Short Fridays #11 – PFFR and ‘The External World’
One of the best kept secrets in comedy (certainly in the UK, where much of their work has never been shown) is the PFFR collective, a New York based art/music/comedy collective that consistently produces some of the most uncompromisingly weird material to be found anywhere. Founded on the writing partnership between Vernon Chatman and John Lee, with animation and design by Alyson Levy and John Tozzi, PFFR’s work is characterized by an almost militant desire to transcend convention, avoid clichés, and disturb and disorient at every turn. Insanely stratified wordplay features heavily; as does an eagerness to not so much slay sacred cows, as stitch them together into a cow centipede and torture them to death.
Short Fridays #10 – David O’Reilly: ‘Octocat’ and ‘Please Say Something’
When a nine year old from Chicago named Randi Peters uploaded the first episode of the 'Octocat Adventures' in March 2008, the crude MS Paint animation, hyperactive voice acting and Freud-bothering content ensured that the video soon went viral - not Susan Boyle viral, but fairly contagious all the same. Inevitably YouTube commenters began to debate almost instantly whether this really was the work of an American kid, particularly as, as the episodes continued, the jokes started to become gradually more complex and sophisticated, whilst retaining the coarse art style and unfettered child-like imagination also found in something like Axe Cop. By the end of the fifth episode, though, the jig was pretty much up, and it was clear that Randi Peters might not exactly be who he said he was. See for yourself:
Short Fridays #7 ‘The Cat Came Back’
I’ve inadvertently been establishing a loose theme in some of the film articles I’ve been writing in the past week. First there was last week’s look at La Cabina, and how that and Forklift Driver Klaus played not insignificant roles in accelerating the mental deterioration of eighties insomniacs watching late night Channel 4, then there was my lengthy (some might argue unnecessary) digression on Demolition Man in my Julia’s Eyes review and how its early evening screenings on ITV in the nineties left me mildly traumatized as a kid.
This is almost certainly a combination of rose-tinted specs and de-sensitization, but the days of truly weird and scary TV seem to be over. It’s been along time since the halcyon days of La Cabina, and even something like Jam was over a decade ago now. It’s a shame, because that feeling of pure WTF is one that only films screened on TV can really give you.
There’s an anecdote about Charles Bukowski that I’ve always liked: on installing his brand new cable television, the first thing he switched on to “happened to be Eraserhead. I said, 'What’s this?' I didn’t know what it was. It was so great. I said, 'Oh, this cable TV has opened up a whole new world. We’re gonna be sitting in front of this thing for centuries. What next? So starting with Eraserhead we sit here, click, click, click — nothing.”
Depressing end to that story maybe, but imagine seeing Eraserhead and, for a fleeting second, thinking that that is what all future TV would look like? Magical. And scary.
Anyway, this brings me to The Cat Came Back, a very weird animation that used to broadcast rather incredibly as part of children’s programming blocks in the nineties – either in between kids programmes of before a family film like The Three Musketeers. On re-watching it, I’m convinced it must have been edited a bit (the ‘What the ffffffffff…’ surely would never have gone out at 11 AM), but on the whole it’s exactly as I remember it – utterly horrifying.
The set –up is similar to a lot of Looney Tunes cartoons – irritable person or animal is pursued and tormented by cute yet malevolent person or animal. But where the Looney Tunes cartoons are anarchic and hilarious, The Cat Came Back is actually genuinely unsettling.
A big part of this is the scribbly, hyper-caffeinated art style by Canadian animator Cordell Barker, which has more in common with indie cartoonists like Bill Plympton and Don Hertzfelt than Walt Disney and Chuck Jones. But it’s the sheer dread that’s infused throughout the whole cartoon that is the most affecting thing about The Cat Came Back: the cat’s dead, unblinking eyes as he methodically destroys every single thing in our unfortunate hero’s life, the droning, haunted repetition of the chorus, which turns a novelty song into something existential and terrifying, and the ending. My god, the ending. *shudder* The pure, unfettered horror of those closing moments are not something that should rightfully be exposed to tender, developing minds. It makes the ending of The Mist look like the end of It’s a Wonderful Life.
For all I know the BBC might still be showing this on Saturday mornings, but if I’d have to guess I’d say they probably aren’t. They really need to, though, so if anyone from the BBC is reading this (they’re not), pull your fingers out and start blowing some minds by putting this on after/before Fireman Sam once again. And if you can’t get the rights, just screen Rejected instead. Either or, really.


WORK REQUIRED:
After repeating the line containing "Image resolution: width=713", stop; until then, repeat each line of the listing below exactly, starting with the first.

#####

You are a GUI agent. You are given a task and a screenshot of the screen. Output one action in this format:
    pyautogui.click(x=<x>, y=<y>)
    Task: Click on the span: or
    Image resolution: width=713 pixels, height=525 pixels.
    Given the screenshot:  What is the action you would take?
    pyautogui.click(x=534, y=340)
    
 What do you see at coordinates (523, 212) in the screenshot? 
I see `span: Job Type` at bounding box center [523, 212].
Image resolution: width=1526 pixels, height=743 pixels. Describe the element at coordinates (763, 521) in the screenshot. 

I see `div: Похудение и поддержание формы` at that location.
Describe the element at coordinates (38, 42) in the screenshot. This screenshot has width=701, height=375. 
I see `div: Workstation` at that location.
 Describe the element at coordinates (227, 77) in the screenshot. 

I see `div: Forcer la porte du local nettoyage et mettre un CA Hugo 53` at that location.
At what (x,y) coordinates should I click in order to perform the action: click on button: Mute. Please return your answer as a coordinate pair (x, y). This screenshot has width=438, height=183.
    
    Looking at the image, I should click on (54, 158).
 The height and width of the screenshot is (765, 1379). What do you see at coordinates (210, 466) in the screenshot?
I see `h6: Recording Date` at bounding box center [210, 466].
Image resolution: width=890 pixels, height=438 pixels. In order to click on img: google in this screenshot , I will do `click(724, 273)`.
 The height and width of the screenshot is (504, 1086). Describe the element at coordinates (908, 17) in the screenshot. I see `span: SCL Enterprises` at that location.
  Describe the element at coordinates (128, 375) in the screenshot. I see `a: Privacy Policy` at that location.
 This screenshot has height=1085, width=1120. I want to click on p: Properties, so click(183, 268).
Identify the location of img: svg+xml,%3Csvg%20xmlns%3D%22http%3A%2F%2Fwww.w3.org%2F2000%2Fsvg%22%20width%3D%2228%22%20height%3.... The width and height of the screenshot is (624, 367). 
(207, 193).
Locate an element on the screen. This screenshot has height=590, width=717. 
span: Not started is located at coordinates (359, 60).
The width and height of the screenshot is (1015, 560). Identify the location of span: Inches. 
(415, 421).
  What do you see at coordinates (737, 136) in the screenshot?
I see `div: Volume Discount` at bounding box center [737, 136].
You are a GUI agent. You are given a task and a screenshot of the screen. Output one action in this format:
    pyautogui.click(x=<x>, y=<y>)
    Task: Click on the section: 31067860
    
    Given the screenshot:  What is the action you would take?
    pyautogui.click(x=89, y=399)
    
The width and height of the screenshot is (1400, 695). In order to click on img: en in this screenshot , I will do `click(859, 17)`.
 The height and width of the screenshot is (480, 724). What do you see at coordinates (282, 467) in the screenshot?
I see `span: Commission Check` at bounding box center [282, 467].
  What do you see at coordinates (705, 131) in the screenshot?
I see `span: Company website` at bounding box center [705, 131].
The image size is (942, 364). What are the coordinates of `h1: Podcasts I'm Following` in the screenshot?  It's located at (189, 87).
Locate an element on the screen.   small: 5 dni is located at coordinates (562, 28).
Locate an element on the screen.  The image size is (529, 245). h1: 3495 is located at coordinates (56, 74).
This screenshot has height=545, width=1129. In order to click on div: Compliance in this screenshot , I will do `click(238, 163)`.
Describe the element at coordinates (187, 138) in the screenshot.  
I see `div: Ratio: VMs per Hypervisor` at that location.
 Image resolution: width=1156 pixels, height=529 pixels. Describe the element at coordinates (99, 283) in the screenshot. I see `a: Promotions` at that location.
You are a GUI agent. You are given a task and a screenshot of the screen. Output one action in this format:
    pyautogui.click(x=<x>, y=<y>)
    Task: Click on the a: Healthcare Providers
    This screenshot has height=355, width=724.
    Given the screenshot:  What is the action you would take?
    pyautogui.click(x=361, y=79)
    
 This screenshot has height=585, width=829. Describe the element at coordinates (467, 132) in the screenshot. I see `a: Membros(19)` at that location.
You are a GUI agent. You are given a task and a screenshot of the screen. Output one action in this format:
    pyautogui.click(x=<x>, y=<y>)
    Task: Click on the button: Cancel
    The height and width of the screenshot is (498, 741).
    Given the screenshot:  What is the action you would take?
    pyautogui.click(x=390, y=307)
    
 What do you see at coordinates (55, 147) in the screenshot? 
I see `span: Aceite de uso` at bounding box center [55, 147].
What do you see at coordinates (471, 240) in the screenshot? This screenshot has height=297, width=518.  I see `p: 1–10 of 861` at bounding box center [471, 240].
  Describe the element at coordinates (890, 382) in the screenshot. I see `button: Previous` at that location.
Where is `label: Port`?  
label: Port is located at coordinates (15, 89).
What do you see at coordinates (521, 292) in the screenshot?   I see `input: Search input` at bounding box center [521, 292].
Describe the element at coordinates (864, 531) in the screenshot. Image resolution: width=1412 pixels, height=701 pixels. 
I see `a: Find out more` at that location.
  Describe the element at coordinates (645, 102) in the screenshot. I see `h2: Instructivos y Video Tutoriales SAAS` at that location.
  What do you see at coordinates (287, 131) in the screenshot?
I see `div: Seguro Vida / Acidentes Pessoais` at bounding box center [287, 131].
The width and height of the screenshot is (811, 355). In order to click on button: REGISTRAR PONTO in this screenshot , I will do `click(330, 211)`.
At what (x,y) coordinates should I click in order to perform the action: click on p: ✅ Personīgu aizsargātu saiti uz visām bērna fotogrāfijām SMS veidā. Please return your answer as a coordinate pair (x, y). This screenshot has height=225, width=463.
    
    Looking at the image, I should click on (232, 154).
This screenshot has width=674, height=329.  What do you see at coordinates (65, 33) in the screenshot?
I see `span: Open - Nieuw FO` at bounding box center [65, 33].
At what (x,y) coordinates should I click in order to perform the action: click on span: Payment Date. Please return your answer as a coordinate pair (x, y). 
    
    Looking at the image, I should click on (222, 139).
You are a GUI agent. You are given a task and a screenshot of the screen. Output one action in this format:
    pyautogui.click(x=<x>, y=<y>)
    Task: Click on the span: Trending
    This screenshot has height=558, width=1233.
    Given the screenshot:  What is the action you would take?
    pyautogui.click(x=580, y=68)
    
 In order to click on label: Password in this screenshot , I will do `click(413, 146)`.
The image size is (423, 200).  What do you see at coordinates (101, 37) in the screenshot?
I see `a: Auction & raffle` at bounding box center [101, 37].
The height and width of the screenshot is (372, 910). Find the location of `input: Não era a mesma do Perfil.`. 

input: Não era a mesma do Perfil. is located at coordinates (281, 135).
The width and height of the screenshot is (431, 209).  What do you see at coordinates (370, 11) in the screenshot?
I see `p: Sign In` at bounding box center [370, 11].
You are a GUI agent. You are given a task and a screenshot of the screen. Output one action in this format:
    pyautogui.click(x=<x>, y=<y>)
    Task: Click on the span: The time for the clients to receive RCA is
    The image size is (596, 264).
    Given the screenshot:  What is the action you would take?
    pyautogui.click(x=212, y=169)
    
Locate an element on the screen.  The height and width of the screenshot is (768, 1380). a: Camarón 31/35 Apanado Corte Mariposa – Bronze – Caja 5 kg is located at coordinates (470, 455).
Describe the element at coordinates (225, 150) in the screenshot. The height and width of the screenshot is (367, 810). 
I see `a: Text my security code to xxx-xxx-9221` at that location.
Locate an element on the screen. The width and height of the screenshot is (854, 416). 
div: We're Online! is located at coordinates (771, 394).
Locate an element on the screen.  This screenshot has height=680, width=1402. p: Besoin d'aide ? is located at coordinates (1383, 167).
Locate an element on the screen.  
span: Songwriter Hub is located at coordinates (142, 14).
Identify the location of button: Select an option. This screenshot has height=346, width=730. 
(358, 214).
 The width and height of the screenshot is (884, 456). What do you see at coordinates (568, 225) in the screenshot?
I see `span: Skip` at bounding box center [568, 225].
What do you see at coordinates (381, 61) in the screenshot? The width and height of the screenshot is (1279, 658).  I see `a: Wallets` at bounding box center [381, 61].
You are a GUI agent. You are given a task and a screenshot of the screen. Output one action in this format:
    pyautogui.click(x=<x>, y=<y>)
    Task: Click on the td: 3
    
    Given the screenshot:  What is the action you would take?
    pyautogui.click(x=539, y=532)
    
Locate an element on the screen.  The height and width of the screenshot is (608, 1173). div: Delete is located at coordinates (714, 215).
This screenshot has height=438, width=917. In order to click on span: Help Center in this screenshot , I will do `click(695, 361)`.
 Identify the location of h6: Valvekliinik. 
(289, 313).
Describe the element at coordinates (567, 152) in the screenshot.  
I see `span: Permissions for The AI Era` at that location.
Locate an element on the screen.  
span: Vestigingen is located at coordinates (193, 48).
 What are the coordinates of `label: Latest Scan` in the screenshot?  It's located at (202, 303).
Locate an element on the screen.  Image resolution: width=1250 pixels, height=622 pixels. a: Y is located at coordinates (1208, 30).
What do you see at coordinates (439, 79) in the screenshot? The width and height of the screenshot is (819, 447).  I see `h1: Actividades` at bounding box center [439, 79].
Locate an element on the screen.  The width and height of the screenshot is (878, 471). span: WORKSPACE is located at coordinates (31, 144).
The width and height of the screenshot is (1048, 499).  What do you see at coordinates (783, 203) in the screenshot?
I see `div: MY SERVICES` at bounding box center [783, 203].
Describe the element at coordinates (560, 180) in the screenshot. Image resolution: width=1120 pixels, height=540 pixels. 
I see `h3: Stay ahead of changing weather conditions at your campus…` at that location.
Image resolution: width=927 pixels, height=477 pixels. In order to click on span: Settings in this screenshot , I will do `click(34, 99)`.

#####

YOUR RESPONSE:
You are a GUI agent. You are given a task and a screenshot of the screen. Output one action in this format:
    pyautogui.click(x=<x>, y=<y>)
    Task: Click on the span: or
    Image resolution: width=713 pixels, height=525 pixels.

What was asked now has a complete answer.